Build a shared language for LLM-driven workforce change.

Many companies are discussing LLM adoption and workforce transformation, but successful implementation depends on workforce buy-in. The Playbook helps employees understand what LLMs mean for their work, while giving leaders a simple structure for turning uncertainty into practical conversations about skills, roles, and organizational adaptation.

Example session formats
  • Strategic workshop on future-ready skills, augmentation opportunities, and adaptation pathways
  • LLM exposure analysis across company, role, and workflow levels to identify where LLMs will disrupt the status quo
  • Team session to reduce uncertainty and turn AI anxiety into practical role-level action

Contact

Interested in the full insights?

The Future-Proofing Playbook is based on an in-depth master’s thesis that combines rigorous research, empirical labour-market data, and expert interviews.

For audiences interested in applying the insights in practice, I offer tailored session formats and access to the full research report as part of a broader engagement.

Why executives engage

Stay ahead of the curve

Turn proactive workforce adaptation into a competitive edge.

Shape the people strategy

Translate LLM exposure into decisions on upskilling, role redesign, and organisational adaptation.

Unlock human–AI performance

Design smarter workflows that combine AI productivity with human strengths.

Protect workforce energy

Reduce fear, confusion, and passivity before they hurt engagement and productivity.

Save time

A focused briefing on what leaders need to know about AI and its impact on labour markets and the workforce.

Best next step

For a keynote, team upskilling, strategic workshop, or full thesis insight session, choose a format and send a short note.
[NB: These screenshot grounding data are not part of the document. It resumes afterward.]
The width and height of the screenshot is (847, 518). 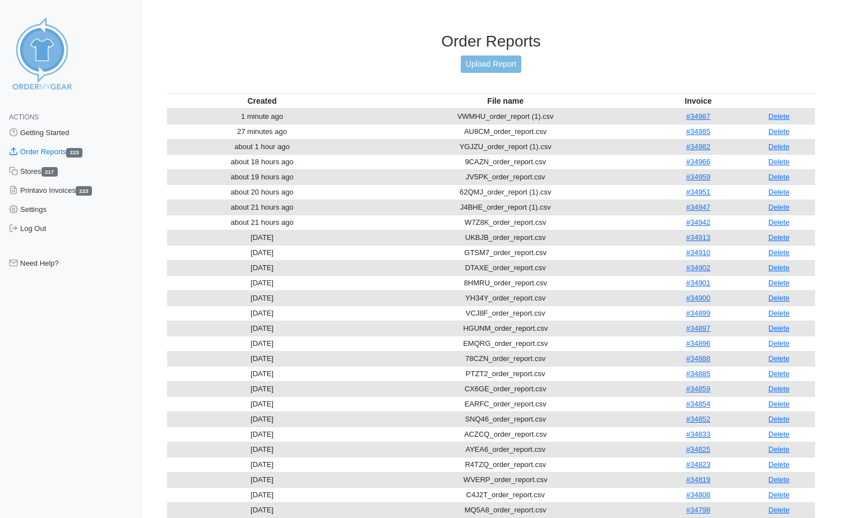 I want to click on td: 1 minute ago, so click(x=262, y=117).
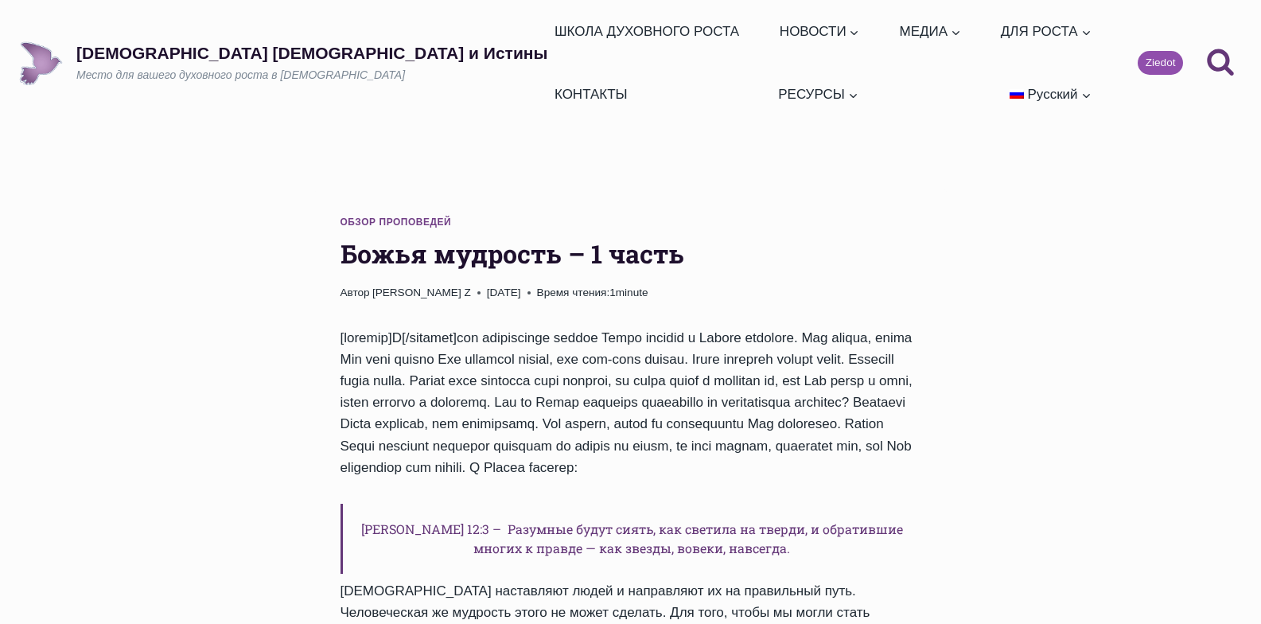 This screenshot has width=1261, height=624. Describe the element at coordinates (590, 94) in the screenshot. I see `a: КОНТАКТЫ` at that location.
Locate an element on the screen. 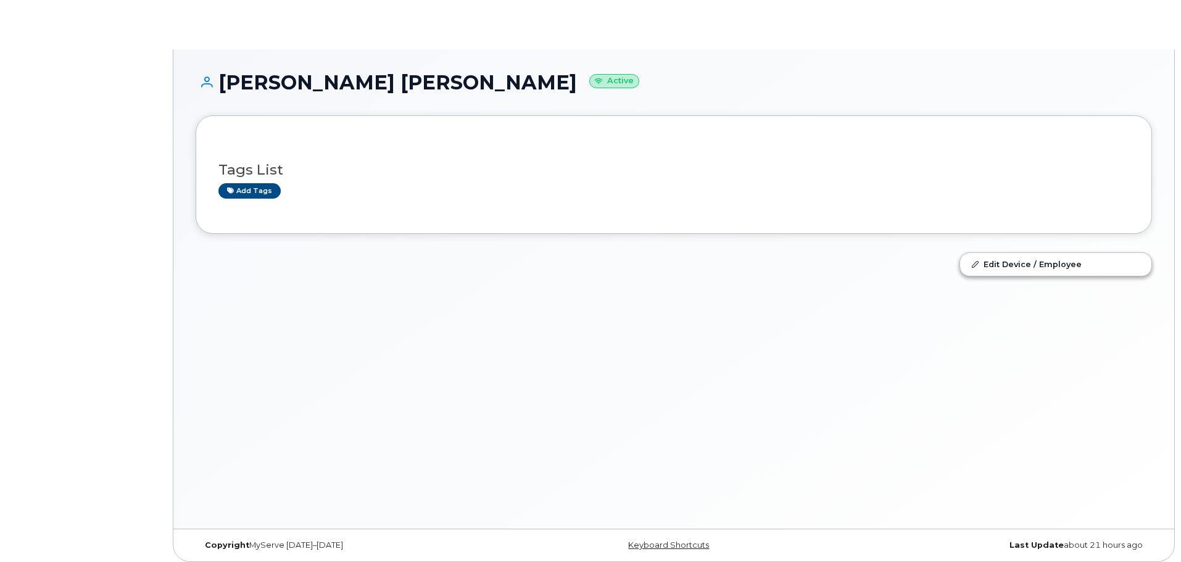 This screenshot has width=1181, height=562. strong: Last Update is located at coordinates (1037, 545).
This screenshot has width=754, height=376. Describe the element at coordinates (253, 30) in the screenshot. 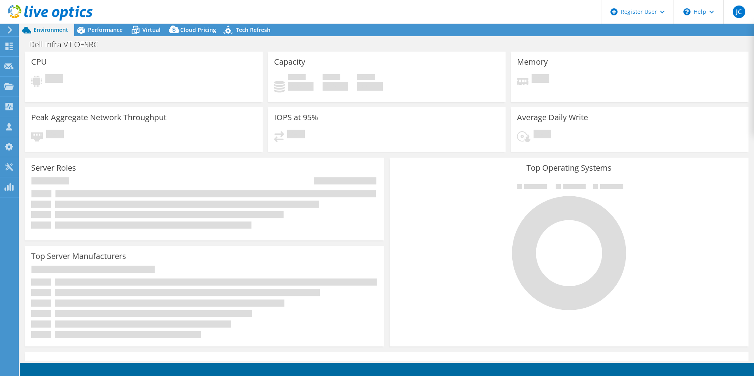

I see `span: Tech Refresh` at that location.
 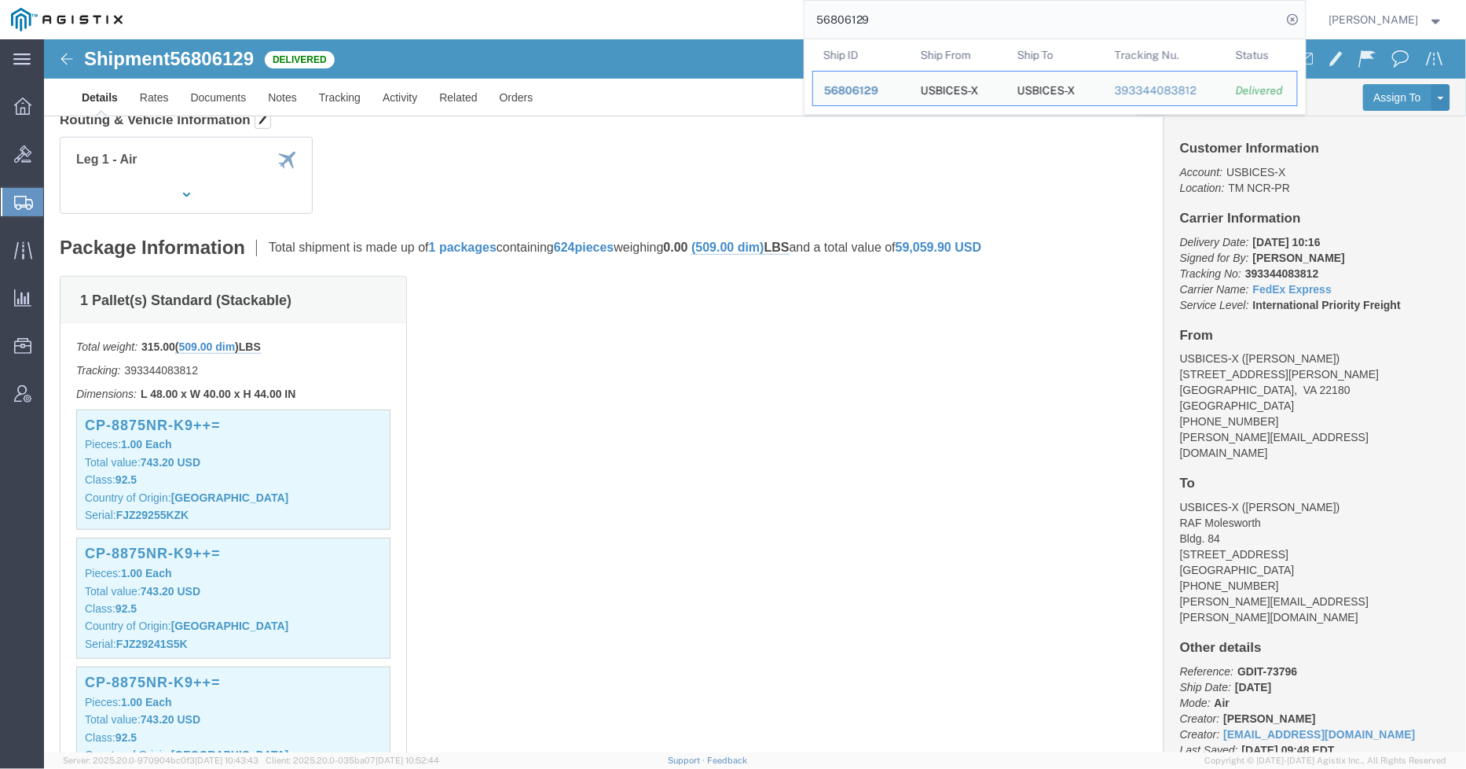 I want to click on div: 393344083812, so click(x=1164, y=90).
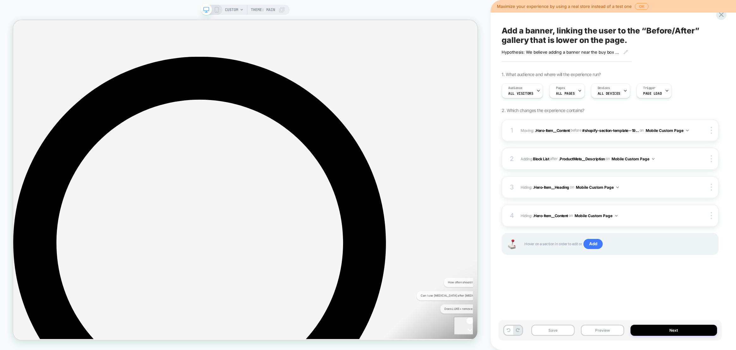 The image size is (736, 350). What do you see at coordinates (521, 94) in the screenshot?
I see `span: All Visitors` at bounding box center [521, 94].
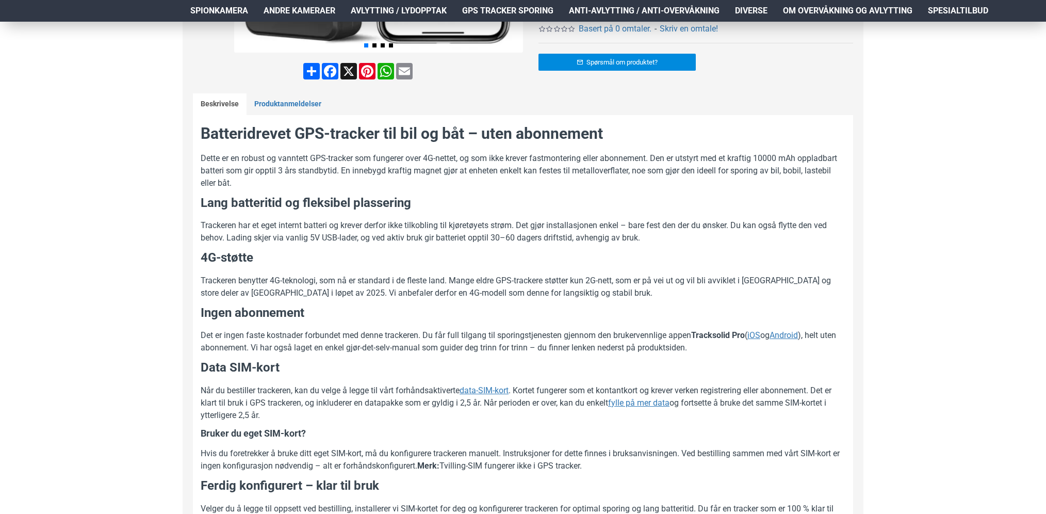 This screenshot has width=1046, height=514. Describe the element at coordinates (484, 390) in the screenshot. I see `u: data-SIM-kort` at that location.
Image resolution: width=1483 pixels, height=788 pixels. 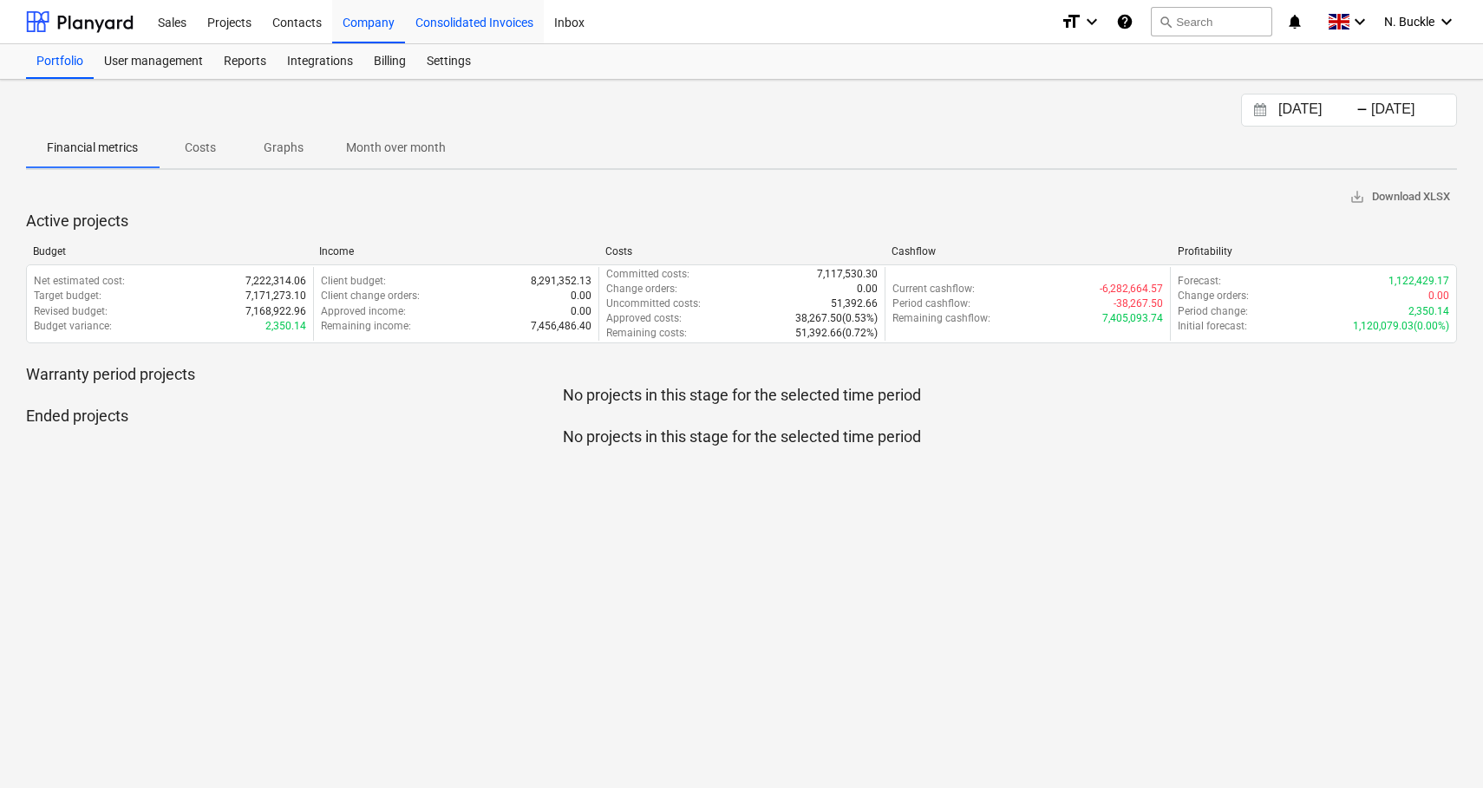 What do you see at coordinates (284, 147) in the screenshot?
I see `p: Graphs` at bounding box center [284, 147].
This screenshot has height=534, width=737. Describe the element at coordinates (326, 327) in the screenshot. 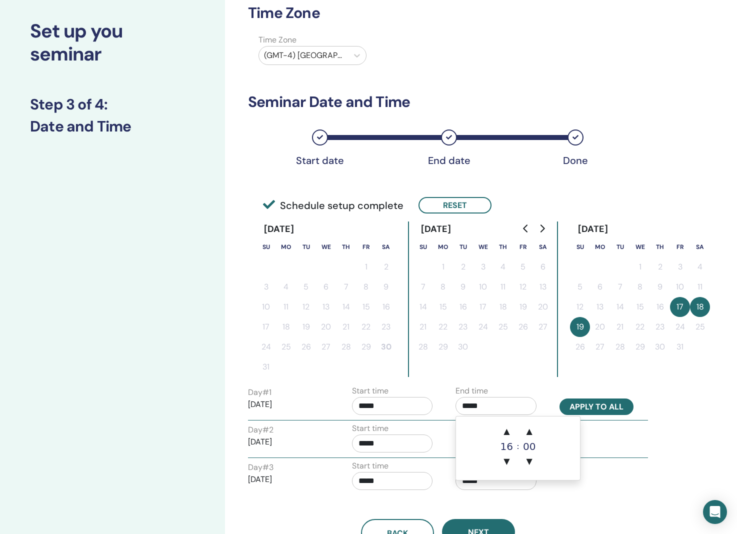

I see `button: 20` at that location.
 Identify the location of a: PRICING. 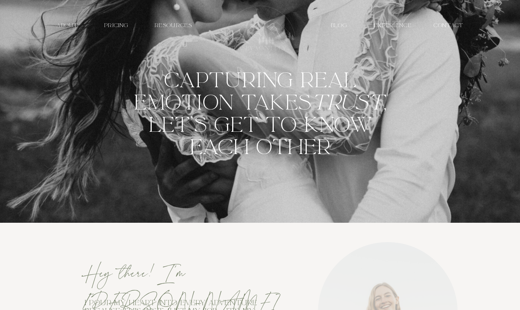
(116, 25).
The form opens a pre-filled email to Noah.

Book an executive session.

Interested in

Several organisations have already drawn on this work to shape conversations on how individuals, teams, and leaders can remain relevant in the age of LLMs.

EY
EY-Parthenon
Change & Sustain
E4S
University of Neuchâtel
Portrait of Noah Graf

Author

Noah Graf

MSc in Management, Technology, and Sustainability, jointly delivered by EPFL, IMD, and HEC Lausanne.